🚜 AgriGS-SLAM: Orchard Mapping Across Seasons via Multi-View Gaussian Splatting SLAM
Abstract
Agricultural robots operating in orchards face a uniquely difficult perception problem: rows of trees look nearly identical, canopy appearance shifts dramatically across seasons, and wind-driven foliage creates constant scene perturbations — all while the platform must localize and map in real time. Existing 3D Gaussian Splatting SLAM methods were designed for controlled, static indoor environments and transfer poorly to these conditions.
We present AgriGS-SLAM, a unified Visual–LiDAR SLAM framework that couples direct LiDAR odometry and loop closures with multi-camera 3D Gaussian Splatting (3DGS) rendering. A batch rasterization strategy over three synchronized RGB-D cameras recovers orchard structure even under heavy occlusions and limited lateral viewpoints, while a gradient-driven map lifecycle — executed asynchronously between keyframes — preserves geometric detail and keeps GPU memory bounded throughout long field traversals. Pose refinement is driven by a probabilistic KL depth-consistency term derived from LiDAR measurements, back-propagated through differentiable camera projection to tighten the geometry–appearance coupling.
We validate the system on a tractor-mounted platform in apple and pear orchards across three phenological stages — dormancy, flowering, and harvesting — using a standardized trajectory protocol that evaluates both training-view reconstruction and novel-view synthesis. The latter deliberately probes generalization beyond the optimized path, exposing the 3DGS overfitting that inflates scores in prior SLAM benchmarks. Across all seasons and orchards, AgriGS-SLAM consistently outperforms Photo-SLAM, Splat-SLAM, PINGS, and OpenGS-SLAM in rendering fidelity and trajectory accuracy, while operating in real time on-tractor.
Key Contributions
- 🔗 Unified gradient-driven Visual–LiDAR 3DGS-SLAM. End-to-end real-time formulation jointly solving ∇ Localization and ∇ Mapping: differentiable pose optimization with a LiDAR-guided KL depth-consistency loss, and incremental 3DGS driven by image-space gradients for bounded-memory, high-fidelity rendering across long agricultural trajectories.
- 📷 First real-time multi-camera 3DGS-SLAM for outdoor environments. Batch rasterization across three synchronized RGB-D cameras overcomes occlusion and viewpoint limitations of single-camera systems in repetitive orchard rows.
- 🌱 Cross-seasonal benchmark with a novel-view evaluation protocol. Extensive comparison against four state-of-the-art baselines in apple and pear orchards across dormancy, flowering, and harvesting, using a standardized training/novel-view split that prevents 3DGS overfitting from masking localization failures.
Field Platform
Qualitative Comparison
Training-view renderings across apple and pear orchards in all three phenological stages, for AgriGS-SLAM and all baselines.
Quantitative Results
Training- and novel-view PSNR / SSIM / LPIPS and Absolute Trajectory Error (ATE, m) across both orchards and all three phenological stages.
Full table including ablation variants is available in the arXiv paper and on IEEE Xplore.
Training vs. Novel-View Rendering
Our standardized protocol evaluates scenes from held-out novel viewpoints, exposing 3DGS overfitting that inflates scores in training-only benchmarks.
Dataset
Multi-sensor recordings in apple and pear orchards across dormancy, flowering, and harvesting. Each sequence includes synchronized RGB-D images (3× ZED X), 32-channel LiDAR point clouds (Ouster OS0), and RTK ground-truth trajectories (Fixposition VIO–GNSS).
BibTeX
@article{usuelli2026agrigs,
author={Usuelli, Mirko and Rapado-Rincon, David and Kootstra, Gert and Matteucci, Matteo},
journal={IEEE Robotics and Automation Letters},
title={AgriGS-SLAM: Orchard Mapping Across Seasons via Multi-View Gaussian Splatting SLAM},
year={2026},
volume={11},
number={6},
pages={7102-7109},
doi={10.1109/LRA.2026.3685453}
}
Acknowledgments
The authors thank the Fruit Research Center (FRC) in Randwijk for access to the orchards.
Mirko Usuelli's work was carried out within the Agritech National Research Center and funded by the European Union — Next-GenerationEU (PNRR – M4C2, Inv. 1.4 – D.D. 1032 17/06/2022, CN00000022).
Contributions from Matteo Matteucci, Gert Kootstra, and David Rapado-Rincon were co-funded by the European Union — Digital Europe Programme (AgrifoodTEF, GA Nº 101100622).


# Task goal
Once the line containing "This screenshot has height=393, width=722." appears, output it and each remaining line of the records below exactly, with no pictures and nothing more.

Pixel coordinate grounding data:
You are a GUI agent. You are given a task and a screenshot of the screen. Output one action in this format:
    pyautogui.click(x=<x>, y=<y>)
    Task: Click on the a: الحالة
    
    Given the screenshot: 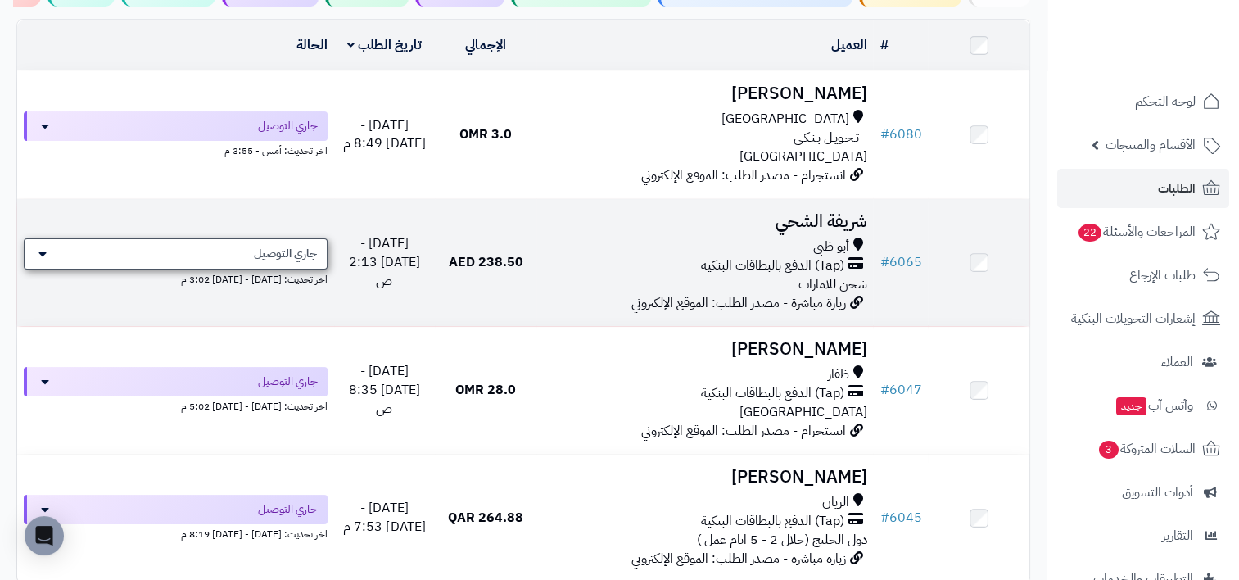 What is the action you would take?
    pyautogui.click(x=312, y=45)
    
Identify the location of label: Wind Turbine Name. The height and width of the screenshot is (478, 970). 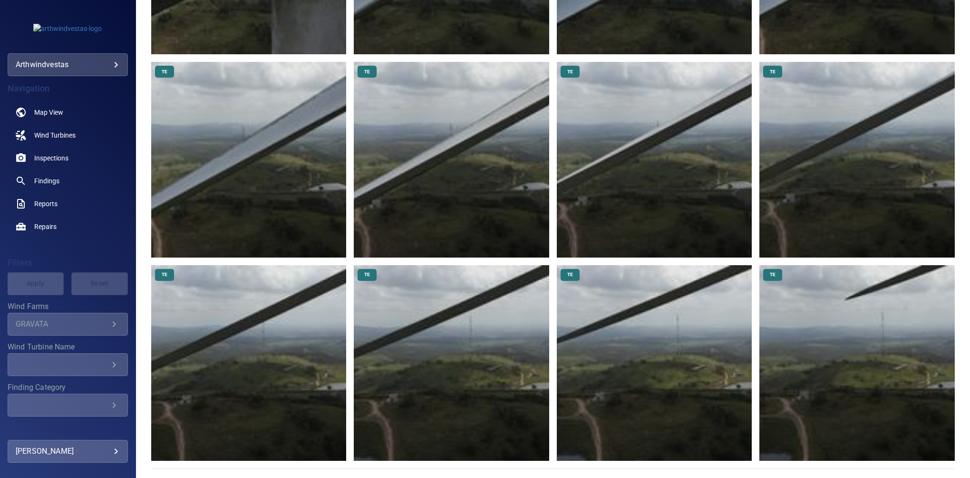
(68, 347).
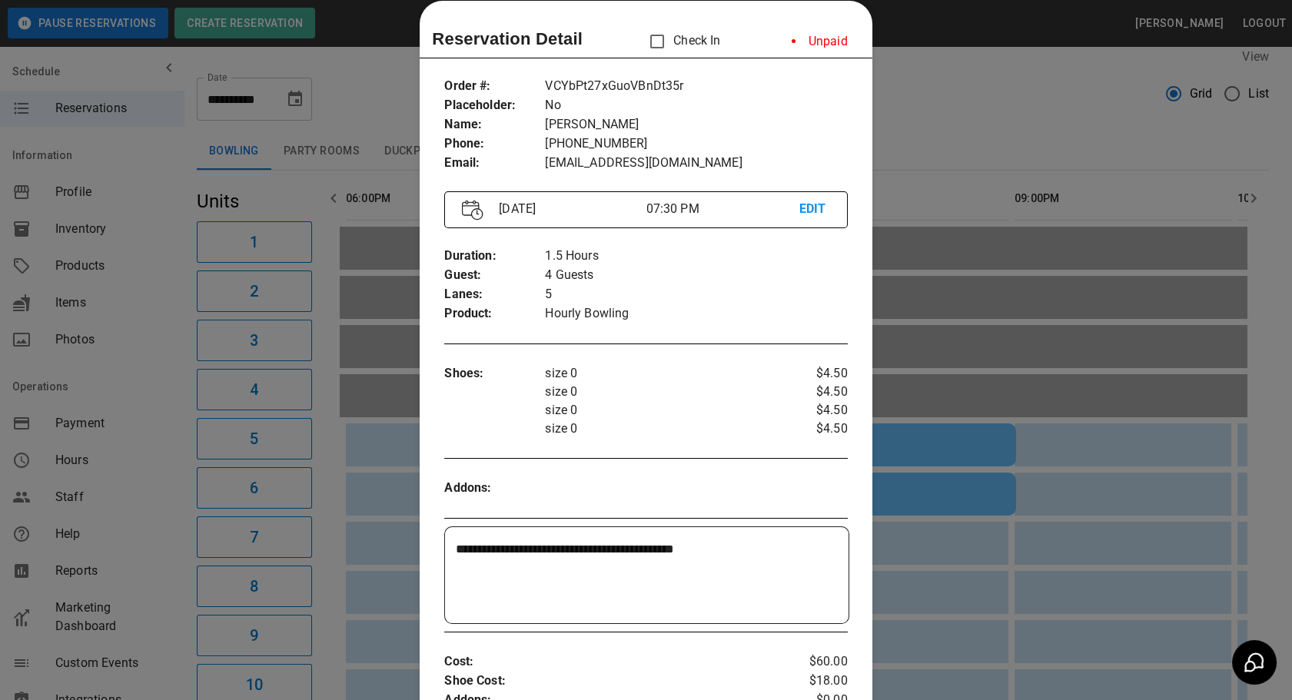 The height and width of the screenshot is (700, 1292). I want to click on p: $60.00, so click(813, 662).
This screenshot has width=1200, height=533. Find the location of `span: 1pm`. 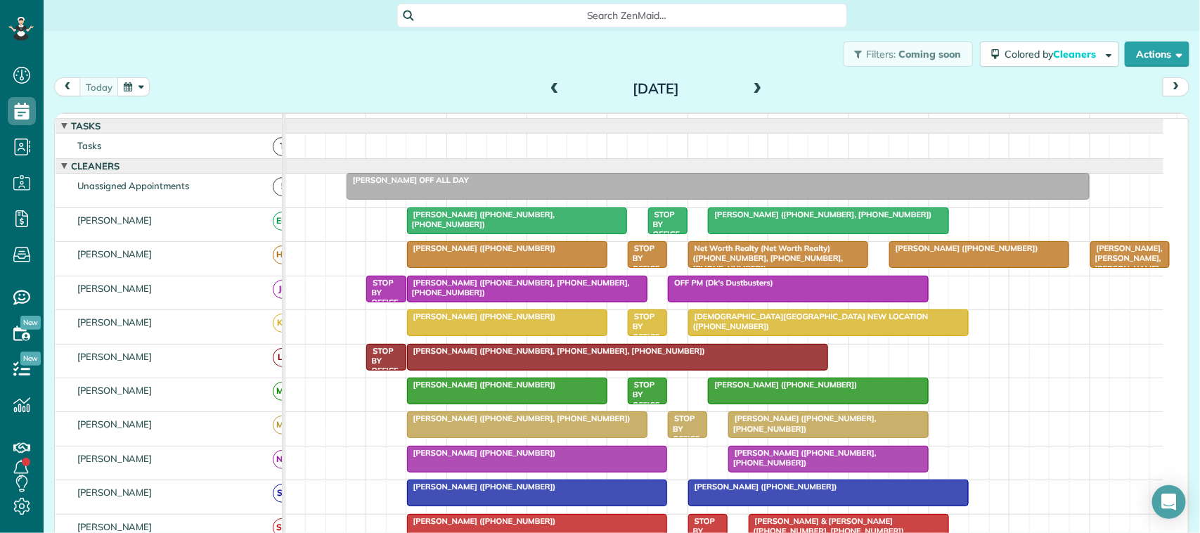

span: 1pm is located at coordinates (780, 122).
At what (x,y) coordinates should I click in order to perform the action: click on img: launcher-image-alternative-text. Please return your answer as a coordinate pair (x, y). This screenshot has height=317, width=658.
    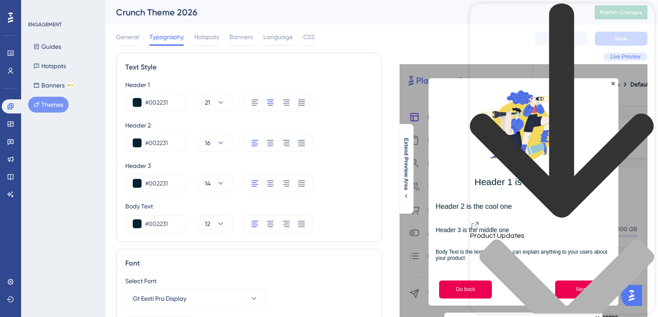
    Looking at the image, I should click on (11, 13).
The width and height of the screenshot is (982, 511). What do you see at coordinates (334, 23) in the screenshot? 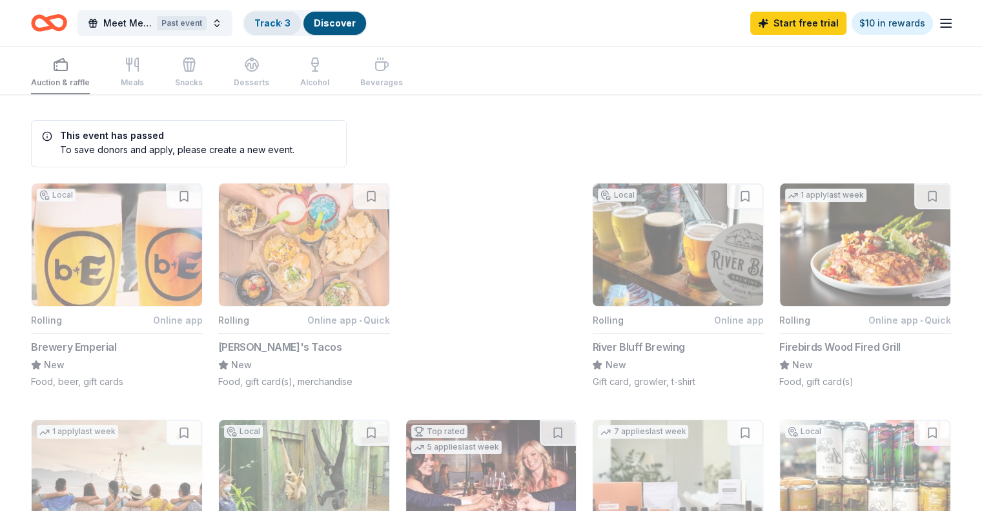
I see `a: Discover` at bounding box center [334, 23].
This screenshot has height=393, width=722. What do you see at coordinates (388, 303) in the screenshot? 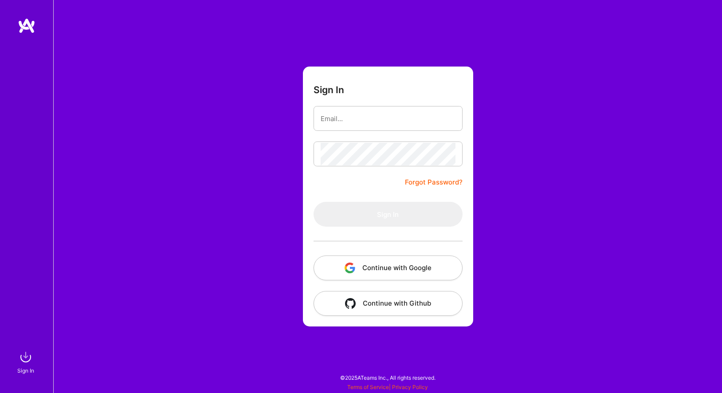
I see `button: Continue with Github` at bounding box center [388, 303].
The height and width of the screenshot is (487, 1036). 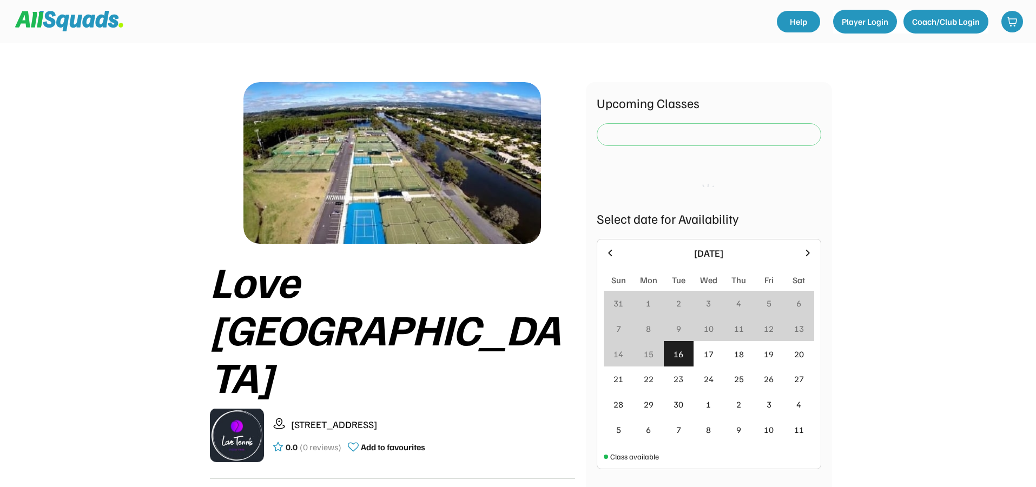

# Answer section
This screenshot has height=393, width=722. What do you see at coordinates (388, 303) in the screenshot? 
I see `button: Continue with Github` at bounding box center [388, 303].
The height and width of the screenshot is (487, 1036). 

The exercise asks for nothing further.